2011年7月30日星期六

Why Sex Sells?



Years ago some colleagues of mine built what we thought at the time was the “holy grail” of business marketing:  A sophisticated analytical tool that could tell a marketer where to invest, why, and what the return would be in sales productivity.   It could also tell them where to cut dollars, why and what the impact would be on the business.


It was an incredible feat of analytical modeling and technology.  Built for one of the most respected and well known companies in the world, so the CMO could answer with absolute certainty the CEO’s question: “What am I getting for my marketing spend?” We thought that it was our ticket to the big time and the rocket to ride to explosive growth, but that was not the case.
It turned out to be the only one we sold.   And that always baffled me.  Anyone who saw the tool was awed by its power and insight, but they didn’t buy.
Over the years, I picked up some clues as to why others would not buy:
  • The head of a major west coast based IT company warned us that our business intelligence tool and analytic model might limit his managers’ ability to make decisions based on their experience … “gut feel.”
  • The CMO of a global software company was concerned that our meticulously designed marketing processes, with stage gates and Gantt charts might limit his team’s creativity.
  • The head of marketing finance at a major Financial Service company told me that every year they run their marketing optimization model and it tells them that they overspend on TV, and under spend in print.

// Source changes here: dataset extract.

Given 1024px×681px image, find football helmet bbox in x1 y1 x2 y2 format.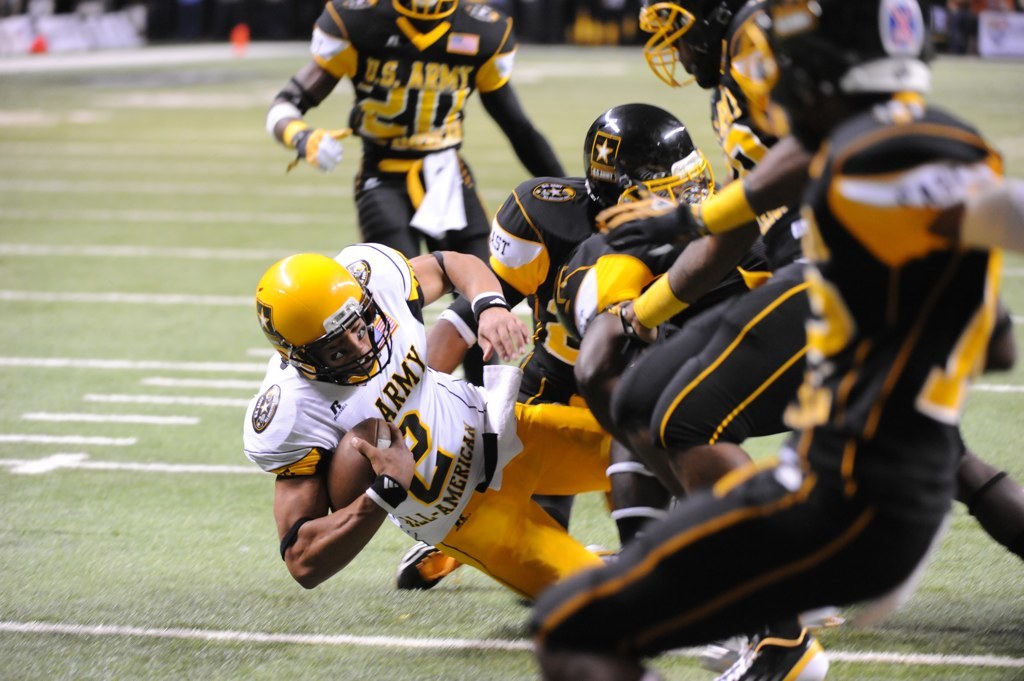
729 0 847 138.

But at the end of the year if there was additional budget leftover the CMO puts it in TV.
I’ve now been able to put the pieces together.  I came from a marketing science world and have since learned to appreciate and understand the value of the art of marketing.
Data and analytics can tell you where customers are, what they look like, what they’re interested in, but science alone can’t make customers buy.  It can’t make customers advocate for a brand, and it can’t make the hair stand up on the back of their necks.
Insightful, creative and relevant ideas that trigger human emotions can –  and do – sell.   For as much as I wanted to believe that buyers were rational creatures behaving in predictable patterns, I now understand that they are not.
Marketing, as much as we want it to be, is not an exact science.  Technology innovation has allowed us to better understand buyers, influencers and the performance of our activities.
But at the end of the day, business is personal.  We can’t remove the human element from the buyer or seller side.  Relationships and perceptions matter, how a product and/or a brand makes a customer feel is important, and it’s not easy to model or predict.
And with that, I found the answer: Although helpful and informative, good marketers don’t need to rely on sophisticated analytical tools to make decisions. Their experience, “gut,” and sometimes the hairs on their back of their neck do just fine.

2011年7月16日星期六

Across the great divide:Brokeback Mountain is far more than a gay western.

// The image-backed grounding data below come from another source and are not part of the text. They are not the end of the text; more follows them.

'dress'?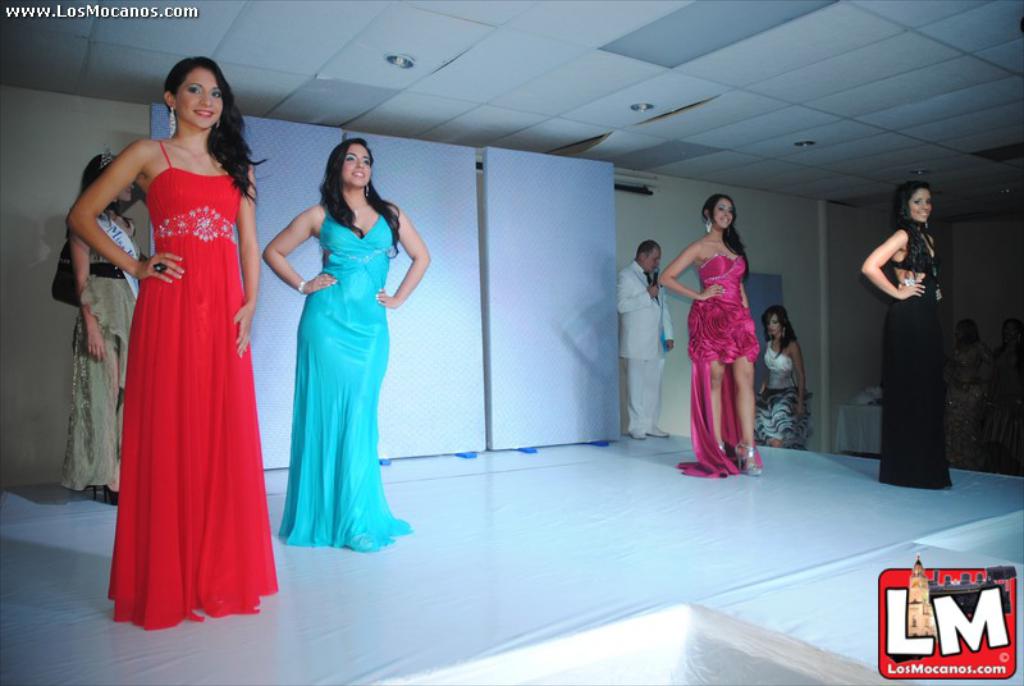
<region>882, 223, 950, 489</region>
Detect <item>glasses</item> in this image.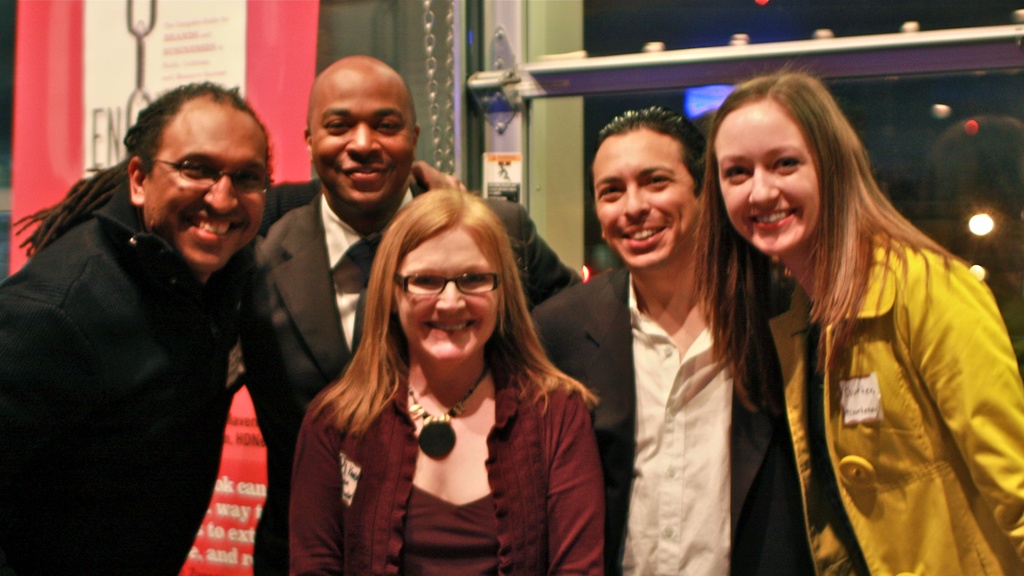
Detection: 381/264/502/304.
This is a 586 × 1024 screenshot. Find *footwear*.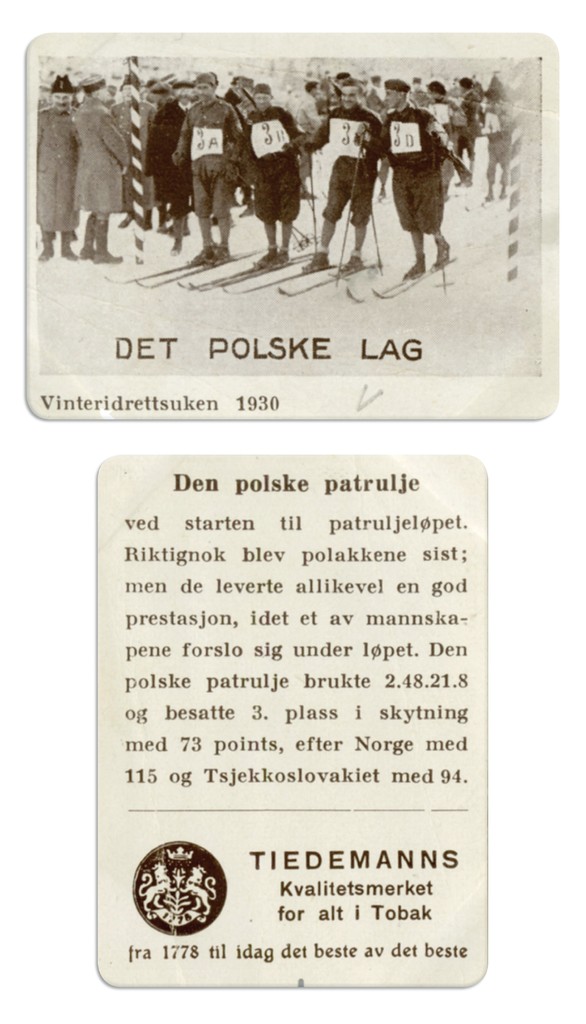
Bounding box: (left=268, top=249, right=295, bottom=268).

I first read "Brokeback Mountain", the short story on which Ang Lee's new film is based, when I was wacthing judging a short story award in 1998. It's by Annie Proulx, but I didn't know that then. The names of the writers were stripped from the works for the purposes of the competition. The early pages of this unknown western narrative did not interest me, because I thought at that time, and think still, that the myth of the Old West, with its gunslingers and traditional masculine bravado, was stifling, repellent, and misguided. And yet I remember calling out to my wife, midway through this particular story, saying, "I'm reading this cowboy story that I thought I was going to hate. I thought the only way I was going to like it was if these cowboys had sex! And then they did!"


It is hard, therefore, not to think of Brokeback Mountain as an incredibly salient political statement for troubled times. I'm sure that there are many public relations professionals right now trying to pretend that this is not the case, that this film is not an affront to certain senators from Wyoming and Texas and Utah and Colorado and Montana and Idaho, and perhaps an affront to the president of the United States himself, who comes from the state often burlesqued in Ang Lee's film. The president, I presume, will not be screening it at the White House.


In truth, many things act against the prospect of success for this ambitious project. The script was kicking around for almost seven years and even a director as accomplished as Gus van Sant could not find actors who were willing to undertake it. It was budgeted at a level so thrifty that it's a miracle it looks as stylish and painterly as it does. This was likely to be a famously unproduced movie. And yet here it is.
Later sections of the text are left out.